Saturday, July 6, 2013

I Don't Understand

"How could anyone do that?"

I was angry, and I was grieving. I was hurting for "the babies", that nebulous idea. After all, who can't be sad about babies dying? It was my first experience with the militant pro-life movement. I was at a Bible camp, and on the first evening, after much doom and prophesy about how America was the new Rome drowning in licentiousness and other fun stuff they showed a short film. It was about abortion, and it was graphic. The pro-life movement caught me, and they shoved my head under rhetorical water stained pink with innocent blood.

I didn't understand. I didn't understand how anyone could hate babies so much. I mean, I wasn't a huge fan of babies, they were kind of annoying. I wasn't one of the girls cooing over the newest addition to the congregation, I kept my distance, if I got any closer someone might hand the thing to me and I'd be stuck carrying it around until it barfed or started screaming.

But nobody wants death, do they?

For about three years after that, pro-life was my calling. It was a cause I could get behind, it was a place where I (a woman) could be a warrior. I could loose that righteous rage without shame or censure, because apparently women are allowed to fight for babies, probably because motherhood, you know? So, despite my very un-motherly desire to stay single forever to avoid having to marry a man, I fought for the babies. Because I'm a fighter, and here was a battlefield I was allowed to stand on.

In my junior year of highschool my mom and I decided to volunteer at the local crisis pregnancy center. For those not familiar, our pregnancy centers provided free pregnancy tests and STI screening (as long as you went through a counseling session) and advocated "showing women their options" which meant "shame them out of having abortions and bring them to Jesus". We went through a three month training, through which I doodled kanji in my notebook (I was taking Japanese) and only paid attention when people started talking about sex (I never had any sort of sex-ed. Literally everything I knew about sex came from breeding sheep. No. I am not kidding.).

I started as a receptionist at the pregnancy center, and something happened. I started to meet real live women who were real live pregnant. My worldview was on shaky ground already, I was in the advanced stages of denial about my sexuality and my religious beliefs, but you can't deny the woman who is standing right in front of you with her eyes puffy from crying. She's trying so hard to be brave, and you know it, so you smile and welcome her. You don't think about the nebulous baby at that moment, you think about the woman. I had never thought about the woman before. The pro-life movement is really good at showing the uterus rather than the person.

That is when I began to listen, and listening is the way to understanding. I listened to stories, stories of poverty, of rape, of fear and of shame so toxic it destroyed lives. I heard them through the literature, through the women who walked past my desk, and I began to understand. More than that, my anger left me, replaced by compassion.

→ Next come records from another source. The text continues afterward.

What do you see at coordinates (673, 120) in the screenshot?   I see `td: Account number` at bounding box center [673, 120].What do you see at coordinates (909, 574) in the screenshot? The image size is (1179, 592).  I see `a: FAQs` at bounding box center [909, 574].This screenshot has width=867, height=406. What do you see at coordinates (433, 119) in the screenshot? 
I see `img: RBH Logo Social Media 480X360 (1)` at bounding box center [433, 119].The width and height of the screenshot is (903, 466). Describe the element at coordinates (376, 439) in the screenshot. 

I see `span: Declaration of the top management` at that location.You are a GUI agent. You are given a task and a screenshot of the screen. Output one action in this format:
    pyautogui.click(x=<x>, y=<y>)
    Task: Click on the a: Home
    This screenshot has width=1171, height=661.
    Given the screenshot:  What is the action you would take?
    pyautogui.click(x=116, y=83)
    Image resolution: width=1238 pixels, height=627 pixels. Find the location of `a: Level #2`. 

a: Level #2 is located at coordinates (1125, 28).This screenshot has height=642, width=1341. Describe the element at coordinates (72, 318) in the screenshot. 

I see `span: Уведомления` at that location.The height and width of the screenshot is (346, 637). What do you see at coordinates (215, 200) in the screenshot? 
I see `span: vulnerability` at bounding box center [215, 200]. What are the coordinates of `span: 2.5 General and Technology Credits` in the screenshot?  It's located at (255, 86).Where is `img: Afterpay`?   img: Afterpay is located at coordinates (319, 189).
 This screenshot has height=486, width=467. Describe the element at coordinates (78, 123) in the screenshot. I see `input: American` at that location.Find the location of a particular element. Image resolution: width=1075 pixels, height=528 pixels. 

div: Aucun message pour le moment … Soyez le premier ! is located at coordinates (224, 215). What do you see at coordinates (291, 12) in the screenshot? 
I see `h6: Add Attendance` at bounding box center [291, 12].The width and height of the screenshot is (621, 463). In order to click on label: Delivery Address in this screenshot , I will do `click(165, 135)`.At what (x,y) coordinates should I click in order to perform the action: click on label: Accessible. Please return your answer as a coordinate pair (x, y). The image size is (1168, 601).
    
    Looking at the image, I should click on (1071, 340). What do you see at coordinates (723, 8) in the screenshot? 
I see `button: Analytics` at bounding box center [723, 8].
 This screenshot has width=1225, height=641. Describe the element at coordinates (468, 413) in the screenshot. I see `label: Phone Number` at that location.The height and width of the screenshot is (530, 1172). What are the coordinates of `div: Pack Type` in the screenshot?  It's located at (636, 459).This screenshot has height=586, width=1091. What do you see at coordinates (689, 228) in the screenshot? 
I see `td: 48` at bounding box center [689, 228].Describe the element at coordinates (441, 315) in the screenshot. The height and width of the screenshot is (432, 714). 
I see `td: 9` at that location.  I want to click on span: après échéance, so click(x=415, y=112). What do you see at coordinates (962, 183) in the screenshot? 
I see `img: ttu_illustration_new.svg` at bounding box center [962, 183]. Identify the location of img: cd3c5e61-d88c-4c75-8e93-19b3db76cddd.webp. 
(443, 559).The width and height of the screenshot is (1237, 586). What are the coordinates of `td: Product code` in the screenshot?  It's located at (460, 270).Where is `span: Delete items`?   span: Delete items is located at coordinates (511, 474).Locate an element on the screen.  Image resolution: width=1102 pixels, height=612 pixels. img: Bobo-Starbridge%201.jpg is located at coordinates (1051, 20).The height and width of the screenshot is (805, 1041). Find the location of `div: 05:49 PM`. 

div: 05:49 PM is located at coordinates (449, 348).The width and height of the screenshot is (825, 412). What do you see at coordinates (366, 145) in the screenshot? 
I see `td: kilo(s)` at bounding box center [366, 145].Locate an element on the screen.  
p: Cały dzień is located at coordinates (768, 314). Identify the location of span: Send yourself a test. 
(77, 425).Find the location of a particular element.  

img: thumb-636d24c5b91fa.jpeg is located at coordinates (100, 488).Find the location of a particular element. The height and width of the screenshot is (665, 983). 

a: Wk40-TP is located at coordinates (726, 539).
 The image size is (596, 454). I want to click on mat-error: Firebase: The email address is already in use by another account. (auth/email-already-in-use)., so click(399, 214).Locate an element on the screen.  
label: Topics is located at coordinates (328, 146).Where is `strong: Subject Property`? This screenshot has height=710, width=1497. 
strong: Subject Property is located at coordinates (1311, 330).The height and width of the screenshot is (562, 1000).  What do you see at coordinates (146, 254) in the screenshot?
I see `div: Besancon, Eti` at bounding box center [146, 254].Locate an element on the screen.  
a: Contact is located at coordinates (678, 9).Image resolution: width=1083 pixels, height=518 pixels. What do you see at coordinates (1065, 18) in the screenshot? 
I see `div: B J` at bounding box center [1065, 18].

Today, I am conflicted on the issue of abortion. I think that's a good thing. It's a tough decision, not one anyone should make lightly, but it's a decision people should be able to make. I don't understand what it feels like to be in that situation, and I hope I never have to, but I understand this--you are here, and you are worthy, and I love you. I don't understand is the beginning of the conversation, not the end.